A company whose net operating cash flow per share fell 54% in one year just declared a 30% dividend. Either Pragati Insurance knows something about its future cash generation that the trailing numbers do not show, or April’s corporate action season is about to teach dividend chasers an expensive lesson about the difference between generosity and sustainability.
Pragati Insurance declared a 27% cash plus 3% stock dividend for FY2025 on Sunday, the same day DSEX dropped 41 points to 5,230.37. The broader market lost 0.78% with decliners outnumbering advancers nearly two to one. But the real story was not the index. It was what one insurer’s payout structure reveals about the state of corporate Bangladesh — and why a second corporate action from Berger Paints tells the other half of the same story.
The Numbers Pragati Wants You to See — and the One It Doesn’t
Start with the headline metrics. EPS grew from Tk 5.24 to Tk 5.31, a modest 1.34% increase that nonetheless marks the sixth consecutive year of positive earnings. NAV per share climbed 6.57% to Tk 57.36, reflecting retained earnings accumulation and a balance sheet that is quietly strengthening. At a share price of Tk 71.00, PRAGATIINS trades at 1.24 times book — a reasonable premium for a non-life insurer with a consistent dividend track record.
Now the number Pragati would rather you did not dwell on. Net operating cash flow per share collapsed from Tk 3.13 to Tk 1.44 — a 54% decline. For a company declaring a 27% cash dividend, this creates an arithmetic problem. The cash payout will consume a significantly larger share of operating cash flow than it did last year. The 3% stock dividend component, funded from retained earnings to “strengthen financial status in Bangladesh and global insurance market,” is the company’s way of preserving cash while maintaining a headline payout number.
Pragati’s dividend history adds context. Cash dividends have ranged from Tk 1.83 to Tk 2.91 per share over the past six years, with the stock dividend component appearing only now. A company that has always paid pure cash is suddenly splitting the structure. That shift is the signal worth watching.
But the market’s reaction on declaration day tells a more immediate story.
The Price Limit Removal Test
DSE removed PRAGATIINS from price limits on April 13 — the declaration day. Without circuit breakers, the stock fell 2.61% to Tk 71.00. In a market where dividend announcements typically trigger buying pressure, the decline suggests institutional investors ran the same cash flow calculation and reached the same conclusion: 30% is generous on paper, complicated underneath.
The record date is May 12 and the AGM is scheduled for June 18 on a digital platform. That gives investors exactly four weeks to decide whether to position for dividend capture — a window that will test whether the market prices the headline yield or the underlying cash deterioration.
Pragati was not the only corporate action competing for attention on Sunday. Across the market, a very different kind of disclosure revealed a very different kind of problem.
Berger Paints: When Tk 303 Crore Takes Longer Than Expected
BSEC on April 12 extended Berger Paints’ deadline to utilise its rights share proceeds to March 31, 2027. The company had raised approximately Tk 303 crore through a rights issue — 2,728,111 shares at Tk 1,110 each — earmarked for constructing its third factory at the National Special Economic Zone in Mirsarai. Commercial operations, originally planned earlier, have already been pushed to April 2027.
BERGERPBL barely flinched. Shares closed at Tk 1,389.50, down just Tk 0.30. When the most expensive stock on the DSE receives a regulatory extension for a Tk 303 crore capital project and the price does not move, the market is saying it already knew. Infrastructure timelines in Bangladesh’s economic zones are aspirational until proven otherwise.
The juxtaposition matters. Pragati is distributing capital — dividends flowing out to shareholders. Berger is deploying capital — rights issue proceeds locked in a factory that keeps getting delayed. One action rewards patience with cash. The other tests patience with promises.
The April Pattern: Why This Month Changes Portfolios
These two disclosures are not isolated. April marks the peak of DSE’s annual corporate action season as companies with December fiscal year-ends declare dividends and schedule AGMs. Karnaphuli Insurance has already announced a board meeting on April 23 to consider FY2025 audited financials — signalling another insurance sector dividend is incoming.
The insurance sector’s market capitalisation grew 13% from December 2025 to January 2026, reaching Tk 144,587 million. In a market that performed worst in South Asia during 2025 and crashed in early March 2026, insurance dividends averaging 25–35% offer yields that few other asset classes in Bangladesh can match. Record dates clustering in May and June mean the positioning window is measured in weeks, not months.
That 54% cash flow decline at Pragati Insurance is not a reason to avoid the sector. It is a reason to read beyond the headline payout. In a market still recovering from its worst year in the region, the difference between a dividend that compounds wealth and one that merely flatters a portfolio statement sits in exactly the line item most investors skip.
Disclaimer: This analysis is for informational purposes only and does not constitute investment advice. Consult a licensed financial advisor before making investment decisions.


Work order: An exact copy of all the data below is needed, without its pictures.

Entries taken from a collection
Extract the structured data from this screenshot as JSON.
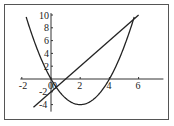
{
  "chart_data": {
    "type": "line",
    "title": "",
    "xlabel": "",
    "ylabel": "",
    "xlim": [
      -2,
      7.5
    ],
    "ylim": [
      -5,
      10.5
    ],
    "x_ticks": [
      -2,
      0,
      2,
      4,
      6
    ],
    "x_tick_labels": [
      "-2",
      "0",
      "2",
      "4",
      "6"
    ],
    "y_ticks": [
      -4,
      -2,
      2,
      4,
      6,
      8,
      10
    ],
    "y_tick_labels": [
      "-4",
      "-2",
      "2",
      "4",
      "6",
      "8",
      "10"
    ],
    "grid": false,
    "legend": null,
    "series": [
      {
        "name": "parabola y = x^2 - 4x",
        "x": [
          -1.7,
          -1,
          0,
          1,
          2,
          3,
          4,
          5,
          5.7
        ],
        "y": [
          9.69,
          5,
          0,
          -3,
          -4,
          -3,
          0,
          5,
          9.69
        ]
      },
      {
        "name": "line y = 2x - 2",
        "x": [
          -1.2,
          6
        ],
        "y": [
          -4.4,
          10
        ]
      }
    ],
    "intersections": [
      [
        0.35,
        -1.3
      ],
      [
        5.65,
        9.3
      ]
    ]
  }
}
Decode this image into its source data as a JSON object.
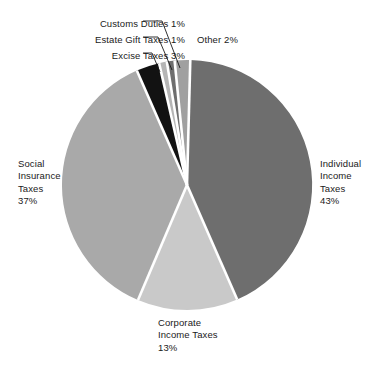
{
  "chart_data": {
    "type": "pie",
    "title": "",
    "subtitle": "",
    "xlabel": "",
    "ylabel": "",
    "legend_position": "none",
    "grid": false,
    "labels_inline": true,
    "categories": [
      "Individual Income Taxes",
      "Corporate Income Taxes",
      "Social Insurance Taxes",
      "Excise Taxes",
      "Estate Gift Taxes",
      "Customs Duties",
      "Other"
    ],
    "values": [
      43,
      13,
      37,
      3,
      1,
      1,
      2
    ],
    "slices": [
      {
        "name": "Individual Income Taxes",
        "value": 43,
        "value_label": "43%",
        "color": "#6e6e6e",
        "start_angle_deg": 1.5,
        "end_angle_deg": 156.3
      },
      {
        "name": "Corporate Income Taxes",
        "value": 13,
        "value_label": "13%",
        "color": "#c9c9c9",
        "start_angle_deg": 156.3,
        "end_angle_deg": 203.1
      },
      {
        "name": "Social Insurance Taxes",
        "value": 37,
        "value_label": "37%",
        "color": "#a9a9a9",
        "start_angle_deg": 203.1,
        "end_angle_deg": 336.3
      },
      {
        "name": "Excise Taxes",
        "value": 3,
        "value_label": "3%",
        "color": "#121212",
        "start_angle_deg": 336.3,
        "end_angle_deg": 347.1
      },
      {
        "name": "Estate Gift Taxes",
        "value": 1,
        "value_label": "1%",
        "color": "#b5b5b5",
        "start_angle_deg": 347.1,
        "end_angle_deg": 350.7
      },
      {
        "name": "Customs Duties",
        "value": 1,
        "value_label": "1%",
        "color": "#6e6e6e",
        "start_angle_deg": 350.7,
        "end_angle_deg": 354.3
      },
      {
        "name": "Other",
        "value": 2,
        "value_label": "2%",
        "color": "#a0a0a0",
        "start_angle_deg": 354.3,
        "end_angle_deg": 361.5
      }
    ]
  },
  "labels": {
    "customs_duties": "Customs Duties 1%",
    "estate_gift_taxes": "Estate Gift Taxes 1%",
    "excise_taxes": "Excise Taxes 3%",
    "other": "Other 2%",
    "individual_income": {
      "line1": "Individual",
      "line2": "Income",
      "line3": "Taxes",
      "line4": "43%"
    },
    "social_insurance": {
      "line1": "Social",
      "line2": "Insurance",
      "line3": "Taxes",
      "line4": "37%"
    },
    "corporate_income": {
      "line1": "Corporate",
      "line2": "Income Taxes",
      "line3": "13%"
    }
  },
  "colors": {
    "individual": "#6e6e6e",
    "corporate": "#c9c9c9",
    "social": "#a9a9a9",
    "excise": "#121212",
    "estate": "#b5b5b5",
    "customs": "#6e6e6e",
    "other": "#a0a0a0",
    "separator": "#ffffff",
    "leader_line": "#1a1a1a",
    "text": "#1a1a1a",
    "background": "#ffffff"
  }
}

Answer below:
Extract the structured data from this screenshot as JSON.
{
  "chart_data": {
    "type": "line",
    "title": "",
    "xlabel": "",
    "ylabel": "",
    "xlim": [
      -2,
      7.5
    ],
    "ylim": [
      -5,
      10.5
    ],
    "x_ticks": [
      -2,
      0,
      2,
      4,
      6
    ],
    "x_tick_labels": [
      "-2",
      "0",
      "2",
      "4",
      "6"
    ],
    "y_ticks": [
      -4,
      -2,
      2,
      4,
      6,
      8,
      10
    ],
    "y_tick_labels": [
      "-4",
      "-2",
      "2",
      "4",
      "6",
      "8",
      "10"
    ],
    "grid": false,
    "legend": null,
    "series": [
      {
        "name": "parabola y = x^2 - 4x",
        "x": [
          -1.7,
          -1,
          0,
          1,
          2,
          3,
          4,
          5,
          5.7
        ],
        "y": [
          9.69,
          5,
          0,
          -3,
          -4,
          -3,
          0,
          5,
          9.69
        ]
      },
      {
        "name": "line y = 2x - 2",
        "x": [
          -1.2,
          6
        ],
        "y": [
          -4.4,
          10
        ]
      }
    ],
    "intersections": [
      [
        0.35,
        -1.3
      ],
      [
        5.65,
        9.3
      ]
    ]
  }
}
Decode this image into its source data as a JSON object.
{
  "chart_data": {
    "type": "pie",
    "title": "",
    "subtitle": "",
    "xlabel": "",
    "ylabel": "",
    "legend_position": "none",
    "grid": false,
    "labels_inline": true,
    "categories": [
      "Individual Income Taxes",
      "Corporate Income Taxes",
      "Social Insurance Taxes",
      "Excise Taxes",
      "Estate Gift Taxes",
      "Customs Duties",
      "Other"
    ],
    "values": [
      43,
      13,
      37,
      3,
      1,
      1,
      2
    ],
    "slices": [
      {
        "name": "Individual Income Taxes",
        "value": 43,
        "value_label": "43%",
        "color": "#6e6e6e",
        "start_angle_deg": 1.5,
        "end_angle_deg": 156.3
      },
      {
        "name": "Corporate Income Taxes",
        "value": 13,
        "value_label": "13%",
        "color": "#c9c9c9",
        "start_angle_deg": 156.3,
        "end_angle_deg": 203.1
      },
      {
        "name": "Social Insurance Taxes",
        "value": 37,
        "value_label": "37%",
        "color": "#a9a9a9",
        "start_angle_deg": 203.1,
        "end_angle_deg": 336.3
      },
      {
        "name": "Excise Taxes",
        "value": 3,
        "value_label": "3%",
        "color": "#121212",
        "start_angle_deg": 336.3,
        "end_angle_deg": 347.1
      },
      {
        "name": "Estate Gift Taxes",
        "value": 1,
        "value_label": "1%",
        "color": "#b5b5b5",
        "start_angle_deg": 347.1,
        "end_angle_deg": 350.7
      },
      {
        "name": "Customs Duties",
        "value": 1,
        "value_label": "1%",
        "color": "#6e6e6e",
        "start_angle_deg": 350.7,
        "end_angle_deg": 354.3
      },
      {
        "name": "Other",
        "value": 2,
        "value_label": "2%",
        "color": "#a0a0a0",
        "start_angle_deg": 354.3,
        "end_angle_deg": 361.5
      }
    ]
  },
  "labels": {
    "customs_duties": "Customs Duties 1%",
    "estate_gift_taxes": "Estate Gift Taxes 1%",
    "excise_taxes": "Excise Taxes 3%",
    "other": "Other 2%",
    "individual_income": {
      "line1": "Individual",
      "line2": "Income",
      "line3": "Taxes",
      "line4": "43%"
    },
    "social_insurance": {
      "line1": "Social",
      "line2": "Insurance",
      "line3": "Taxes",
      "line4": "37%"
    },
    "corporate_income": {
      "line1": "Corporate",
      "line2": "Income Taxes",
      "line3": "13%"
    }
  },
  "colors": {
    "individual": "#6e6e6e",
    "corporate": "#c9c9c9",
    "social": "#a9a9a9",
    "excise": "#121212",
    "estate": "#b5b5b5",
    "customs": "#6e6e6e",
    "other": "#a0a0a0",
    "separator": "#ffffff",
    "leader_line": "#1a1a1a",
    "text": "#1a1a1a",
    "background": "#ffffff"
  }
}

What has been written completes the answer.